Alex Verdugo's complete spiral after homering at Fenway Park is Red Sox karma
Things have been going well for the Boston Red Sox since the beginning of June — right around the time of their first series of the year against their rival NewYork Yankees.
But before the Sox took off up the American League East and wild card standings, Alex Verdugo got his moment.
He launched a homer at Fenway Park to open the three-game bout with the Red Sox at his former home ballpark. Verdugo celebrated all around the bases and relished the bomb against the club that traded him during the slow trot.
But since then, the Yankees and Verdugo have struggled mightily. And the Red Sox have gotten much closer to them in the standings because of it.
Verdugo is batting .187/.242/.276 in his last 30 games. He's hit two homers, both against Boston, and fanned 25 times. Verdugo is down to a .292 on-base percentage and .670 OPS on his season. But the lack of offense isn't the worst of Verdugo's recent rough spell.
New York had a chance to sweep the Orioles on July 14. But the Yankees pulled an early-season Red Sox — their defense fell apart at the seams.
Alex Verdugo has had a rough stretch since his homer against the Red Sox at Fenway Park
New York carried a two-run lead into the bottom of the ninth inning. Clay Holmes issued a single, a fielder's choice ground out and two walks to load the bases with Orioles. Ryan Mountcastle knocked a bouncing single to Anthony Volpe, who bobbled it and couldn't make the force play at second.
Cedric Mullins followed and lifted a double to left field, but Verdugo played too shallow. He tried to backpedal to get to Mullins' ball but stumbled. As he fell, so did the Yankees, back to Earth.
They were moments from reclaiming first place from Baltimore after a weeks-long slump from both clubs. New York went into the All-Star break on the sourest of notes — quite the opposite experience to the Red Sox, who are a season-high 11 games over .500 and just three and a half back of the Yankees for second place.
New York's slump coincides nicely with Verdugo's Fenway trot. Funny how quickly things can change in baseball.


■ **ACTIVITY**:
Line by line, retype the material with nothing left out.

=== Begin Enclosure ===

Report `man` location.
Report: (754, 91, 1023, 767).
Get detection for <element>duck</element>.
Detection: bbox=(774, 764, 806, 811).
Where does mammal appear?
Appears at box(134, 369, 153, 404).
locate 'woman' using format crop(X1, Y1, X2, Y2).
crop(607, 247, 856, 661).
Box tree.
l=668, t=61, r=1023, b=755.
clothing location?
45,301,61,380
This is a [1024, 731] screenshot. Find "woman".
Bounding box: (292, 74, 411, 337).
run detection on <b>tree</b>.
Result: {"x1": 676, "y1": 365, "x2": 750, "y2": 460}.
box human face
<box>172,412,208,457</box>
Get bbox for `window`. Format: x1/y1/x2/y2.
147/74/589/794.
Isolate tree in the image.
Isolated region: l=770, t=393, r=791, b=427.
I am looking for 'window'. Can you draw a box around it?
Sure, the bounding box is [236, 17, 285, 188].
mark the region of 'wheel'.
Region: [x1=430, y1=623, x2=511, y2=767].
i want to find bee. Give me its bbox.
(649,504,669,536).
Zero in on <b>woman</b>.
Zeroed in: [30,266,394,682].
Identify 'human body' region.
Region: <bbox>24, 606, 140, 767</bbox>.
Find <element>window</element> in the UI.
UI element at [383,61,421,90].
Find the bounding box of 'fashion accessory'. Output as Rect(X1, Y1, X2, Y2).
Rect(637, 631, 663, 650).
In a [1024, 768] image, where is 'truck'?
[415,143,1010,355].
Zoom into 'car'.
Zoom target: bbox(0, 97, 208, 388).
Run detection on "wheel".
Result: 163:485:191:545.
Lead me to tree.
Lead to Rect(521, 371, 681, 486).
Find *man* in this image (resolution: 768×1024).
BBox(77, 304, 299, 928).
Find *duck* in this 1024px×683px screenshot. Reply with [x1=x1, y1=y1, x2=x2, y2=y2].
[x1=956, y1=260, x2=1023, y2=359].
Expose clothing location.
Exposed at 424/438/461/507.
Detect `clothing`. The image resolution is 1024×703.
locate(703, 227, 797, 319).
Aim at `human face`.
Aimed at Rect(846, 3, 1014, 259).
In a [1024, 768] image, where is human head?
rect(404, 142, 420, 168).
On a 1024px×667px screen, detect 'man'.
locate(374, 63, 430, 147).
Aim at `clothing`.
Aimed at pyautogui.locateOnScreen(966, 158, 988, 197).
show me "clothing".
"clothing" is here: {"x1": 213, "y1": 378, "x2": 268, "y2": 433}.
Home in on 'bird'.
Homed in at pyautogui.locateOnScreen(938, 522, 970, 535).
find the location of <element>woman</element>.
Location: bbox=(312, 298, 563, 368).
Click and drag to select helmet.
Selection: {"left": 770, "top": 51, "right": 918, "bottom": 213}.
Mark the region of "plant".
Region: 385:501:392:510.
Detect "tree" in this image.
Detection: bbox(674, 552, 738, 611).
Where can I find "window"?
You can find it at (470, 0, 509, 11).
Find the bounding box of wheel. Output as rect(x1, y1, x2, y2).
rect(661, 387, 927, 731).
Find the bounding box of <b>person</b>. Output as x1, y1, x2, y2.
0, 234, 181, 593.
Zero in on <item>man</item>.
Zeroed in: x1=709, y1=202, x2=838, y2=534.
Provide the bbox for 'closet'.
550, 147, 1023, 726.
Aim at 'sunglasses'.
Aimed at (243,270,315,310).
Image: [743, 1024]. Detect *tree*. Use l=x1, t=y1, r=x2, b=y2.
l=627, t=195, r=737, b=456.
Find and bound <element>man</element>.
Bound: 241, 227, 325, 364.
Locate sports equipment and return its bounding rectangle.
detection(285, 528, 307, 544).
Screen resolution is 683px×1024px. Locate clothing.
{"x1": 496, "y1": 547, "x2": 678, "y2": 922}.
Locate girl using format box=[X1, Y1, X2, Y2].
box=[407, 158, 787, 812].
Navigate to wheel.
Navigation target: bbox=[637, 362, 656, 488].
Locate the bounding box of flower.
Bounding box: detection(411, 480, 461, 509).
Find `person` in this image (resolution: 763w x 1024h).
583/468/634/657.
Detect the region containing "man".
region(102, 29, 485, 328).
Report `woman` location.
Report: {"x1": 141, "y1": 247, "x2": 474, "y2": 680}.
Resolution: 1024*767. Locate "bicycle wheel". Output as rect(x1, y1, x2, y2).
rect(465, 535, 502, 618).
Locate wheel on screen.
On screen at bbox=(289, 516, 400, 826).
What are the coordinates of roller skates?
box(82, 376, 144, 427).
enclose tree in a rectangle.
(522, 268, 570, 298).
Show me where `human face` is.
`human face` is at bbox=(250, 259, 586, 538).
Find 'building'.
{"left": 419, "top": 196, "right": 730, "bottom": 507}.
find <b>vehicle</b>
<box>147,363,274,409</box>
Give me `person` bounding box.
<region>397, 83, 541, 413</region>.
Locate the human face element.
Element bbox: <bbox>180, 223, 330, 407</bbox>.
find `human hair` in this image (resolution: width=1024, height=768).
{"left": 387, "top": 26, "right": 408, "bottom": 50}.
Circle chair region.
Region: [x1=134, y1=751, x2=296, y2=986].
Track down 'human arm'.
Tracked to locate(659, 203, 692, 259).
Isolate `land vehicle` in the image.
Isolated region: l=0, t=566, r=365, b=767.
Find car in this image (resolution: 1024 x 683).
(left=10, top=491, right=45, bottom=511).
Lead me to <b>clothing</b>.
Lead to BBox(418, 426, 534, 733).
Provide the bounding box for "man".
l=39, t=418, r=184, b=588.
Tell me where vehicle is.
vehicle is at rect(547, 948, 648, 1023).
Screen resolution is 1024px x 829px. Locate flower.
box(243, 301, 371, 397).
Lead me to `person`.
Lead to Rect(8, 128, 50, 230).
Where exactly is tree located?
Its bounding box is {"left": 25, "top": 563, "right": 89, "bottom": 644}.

=== End Enclosure ===

■ **WRITTEN ANSWER**:
Report `man` location.
Report: (754, 91, 1023, 767).
Get detection for <element>duck</element>.
Detection: bbox=(774, 764, 806, 811).
Where does mammal appear?
Appears at box(134, 369, 153, 404).
locate 'woman' using format crop(X1, Y1, X2, Y2).
crop(607, 247, 856, 661).
Box tree.
l=668, t=61, r=1023, b=755.
clothing location?
45,301,61,380
This is a [1024, 731] screenshot. Find "woman".
Bounding box: (292, 74, 411, 337).
run detection on <b>tree</b>.
Result: {"x1": 676, "y1": 365, "x2": 750, "y2": 460}.
box human face
<box>172,412,208,457</box>
Get bbox for `window`. Format: x1/y1/x2/y2.
147/74/589/794.
Isolate tree in the image.
Isolated region: l=770, t=393, r=791, b=427.
I am looking for 'window'. Can you draw a box around it?
Sure, the bounding box is [236, 17, 285, 188].
mark the region of 'wheel'.
Region: [x1=430, y1=623, x2=511, y2=767].
i want to find bee. Give me its bbox.
(649,504,669,536).
Zero in on <b>woman</b>.
Zeroed in: [30,266,394,682].
Identify 'human body' region.
Region: <bbox>24, 606, 140, 767</bbox>.
Find <element>window</element> in the UI.
UI element at [383,61,421,90].
Find the bounding box of 'fashion accessory'. Output as Rect(X1, Y1, X2, Y2).
Rect(637, 631, 663, 650).
In a [1024, 768] image, where is 'truck'?
[415,143,1010,355].
Zoom into 'car'.
Zoom target: bbox(0, 97, 208, 388).
Run detection on "wheel".
Result: 163:485:191:545.
Lead me to tree.
Lead to Rect(521, 371, 681, 486).
Find *man* in this image (resolution: 768×1024).
BBox(77, 304, 299, 928).
Find *duck* in this 1024px×683px screenshot. Reply with [x1=x1, y1=y1, x2=x2, y2=y2].
[x1=956, y1=260, x2=1023, y2=359].
Expose clothing location.
Exposed at 424/438/461/507.
Detect `clothing`. The image resolution is 1024×703.
locate(703, 227, 797, 319).
Aim at `human face`.
Aimed at Rect(846, 3, 1014, 259).
In a [1024, 768] image, where is human head?
rect(404, 142, 420, 168).
On a 1024px×667px screen, detect 'man'.
locate(374, 63, 430, 147).
Aim at `clothing`.
Aimed at pyautogui.locateOnScreen(966, 158, 988, 197).
show me "clothing".
"clothing" is here: {"x1": 213, "y1": 378, "x2": 268, "y2": 433}.
Home in on 'bird'.
Homed in at pyautogui.locateOnScreen(938, 522, 970, 535).
find the location of <element>woman</element>.
Location: bbox=(312, 298, 563, 368).
Click and drag to select helmet.
Selection: {"left": 770, "top": 51, "right": 918, "bottom": 213}.
Mark the region of "plant".
Region: 385:501:392:510.
Detect "tree" in this image.
Detection: bbox(674, 552, 738, 611).
Where can I find "window"?
You can find it at (470, 0, 509, 11).
Find the bounding box of wheel. Output as rect(x1, y1, x2, y2).
rect(661, 387, 927, 731).
Find the bounding box of <b>person</b>. Output as x1, y1, x2, y2.
0, 234, 181, 593.
Zero in on <item>man</item>.
Zeroed in: x1=709, y1=202, x2=838, y2=534.
Provide the bbox for 'closet'.
550, 147, 1023, 726.
Aim at 'sunglasses'.
Aimed at (243,270,315,310).
Image: [743, 1024]. Detect *tree*. Use l=x1, t=y1, r=x2, b=y2.
l=627, t=195, r=737, b=456.
Find and bound <element>man</element>.
Bound: 241, 227, 325, 364.
Locate sports equipment and return its bounding rectangle.
detection(285, 528, 307, 544).
Screen resolution is 683px×1024px. Locate clothing.
{"x1": 496, "y1": 547, "x2": 678, "y2": 922}.
Locate girl using format box=[X1, Y1, X2, Y2].
box=[407, 158, 787, 812].
Navigate to wheel.
Navigation target: bbox=[637, 362, 656, 488].
Locate the bounding box of flower.
Bounding box: detection(411, 480, 461, 509).
Find `person` in this image (resolution: 763w x 1024h).
583/468/634/657.
Detect the region containing "man".
region(102, 29, 485, 328).
Report `woman` location.
Report: {"x1": 141, "y1": 247, "x2": 474, "y2": 680}.
Resolution: 1024*767. Locate "bicycle wheel". Output as rect(x1, y1, x2, y2).
rect(465, 535, 502, 618).
Locate wheel on screen.
On screen at bbox=(289, 516, 400, 826).
What are the coordinates of roller skates?
box(82, 376, 144, 427).
enclose tree in a rectangle.
(522, 268, 570, 298).
Show me where `human face` is.
`human face` is at bbox=(250, 259, 586, 538).
Find 'building'.
{"left": 419, "top": 196, "right": 730, "bottom": 507}.
find <b>vehicle</b>
<box>147,363,274,409</box>
Give me `person` bounding box.
<region>397, 83, 541, 413</region>.
Locate the human face element.
Element bbox: <bbox>180, 223, 330, 407</bbox>.
find `human hair` in this image (resolution: width=1024, height=768).
{"left": 387, "top": 26, "right": 408, "bottom": 50}.
Circle chair region.
Region: [x1=134, y1=751, x2=296, y2=986].
Track down 'human arm'.
Tracked to locate(659, 203, 692, 259).
Isolate `land vehicle` in the image.
Isolated region: l=0, t=566, r=365, b=767.
Find car in this image (resolution: 1024 x 683).
(left=10, top=491, right=45, bottom=511).
Lead me to <b>clothing</b>.
Lead to BBox(418, 426, 534, 733).
Provide the bounding box for "man".
l=39, t=418, r=184, b=588.
Tell me where vehicle is.
vehicle is at rect(547, 948, 648, 1023).
Screen resolution is 1024px x 829px. Locate flower.
box(243, 301, 371, 397).
Lead me to `person`.
Lead to Rect(8, 128, 50, 230).
Where exactly is tree located?
Its bounding box is {"left": 25, "top": 563, "right": 89, "bottom": 644}.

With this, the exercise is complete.